Monday, November 16, 2009

Web Site Performance Monitoring

Your web site performance and availability depends on a complex infrastructure of the web server that hosts your site. A good web master always monitors the most important aspects of a web server to make sure that the web site as available 24x7 from around the globe. What exactly must be monitored?

Firstly, web server availability. Almost all the web hosts maintain that they guarantee 99.9% uptime. But is it true? What technology did they employ to monitor their servers? In accordance with one estimate, 75% of inaccessibility is not on the hosting server, but surprisingly on the Internet's backbone network and/or in global routing. An external web site monitoring service with servers situated around the globe can help identify the nature of the problem, so that you can work with your web host to fix the cause of the problems. Obviously this will help avoid losses and keep your customers satisfied.

Secondly, web site performance. Are there problems with your server speed? Maybe not where you are, but on another continent. Global web site monitoring can alert you to transatlantic connection troubles, so you can take it up with your web hosting service.

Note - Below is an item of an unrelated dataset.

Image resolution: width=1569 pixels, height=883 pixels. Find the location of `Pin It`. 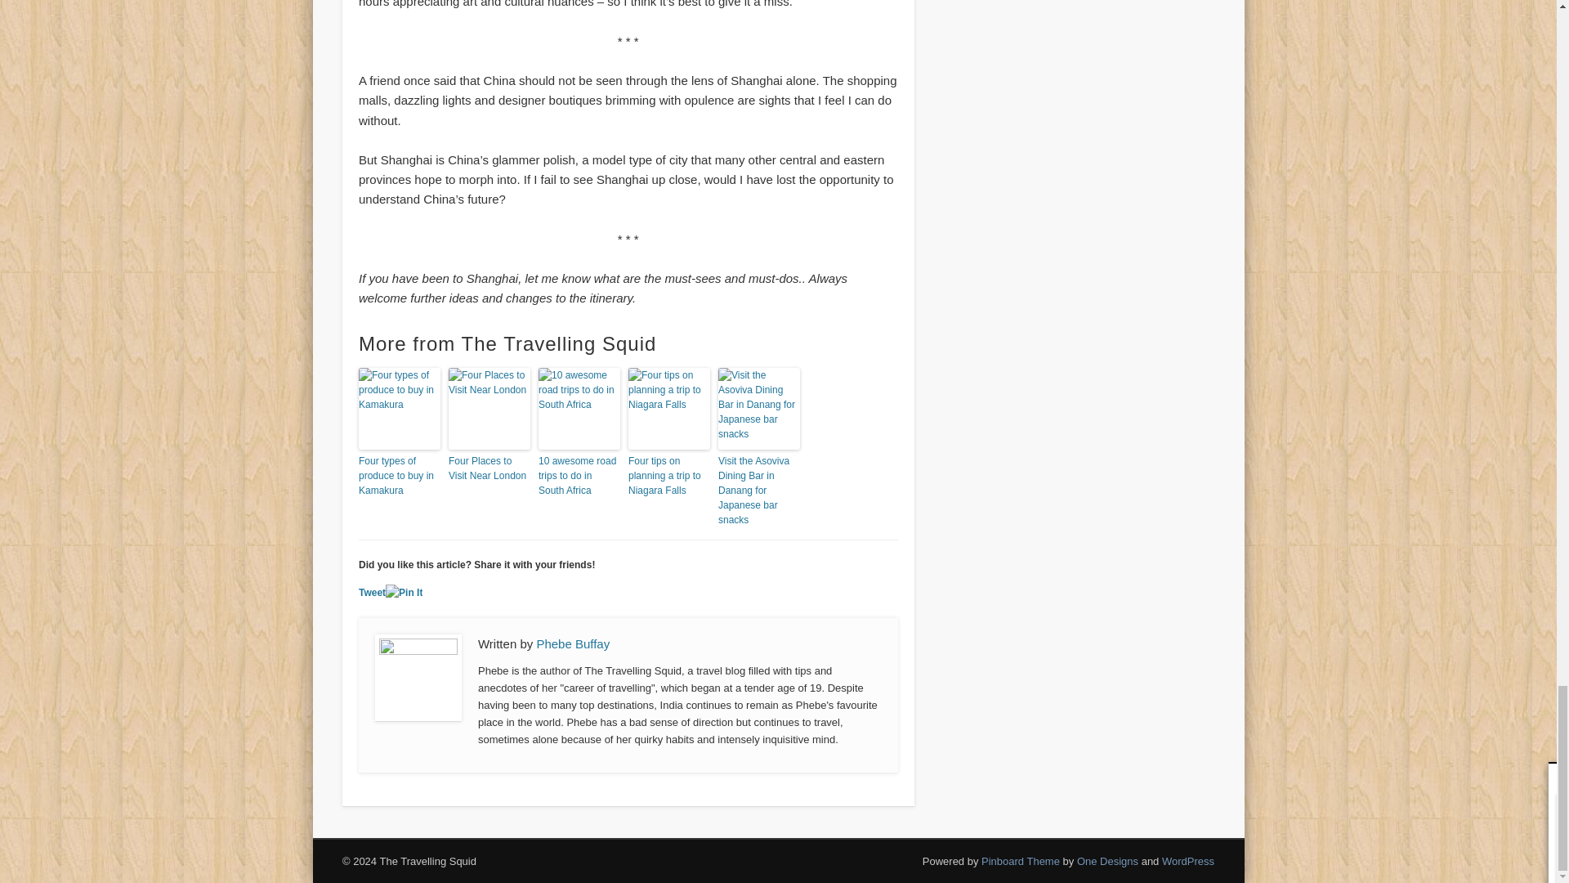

Thirdly, electronic forms. Are all of them functioning? An advanced web site monitoring service can keep tabs on them for you. The last thing you want is to have lost hundreds of subscribers because a sign-up form stopped functioning properly.

Fourthly, shopping carts. Slow and complicated shopping carts are responsible for an estimated $35 billion yearly in lost sales. Make sure yours is functioning! A good web site monitoring service can check this for you, too.

And fifthly, download speed. Spend half an hour and test your pages. Maybe those images are a bit large. Are all of them necessary? Try and compress them into JPEG or PNG format. You may be surprised, but many people have slower connection than you are. Use also other web site performance optimization techniques: remove redirections, combine all your background images into one CSS sprite, merge JS and CSS files, and add GZIP HTTP compression. Your web host can help you with the latter.

Web site performance is too important not to keep an eye on it. Use external web site monitoring services; don't let your customers alert you to the site downtime.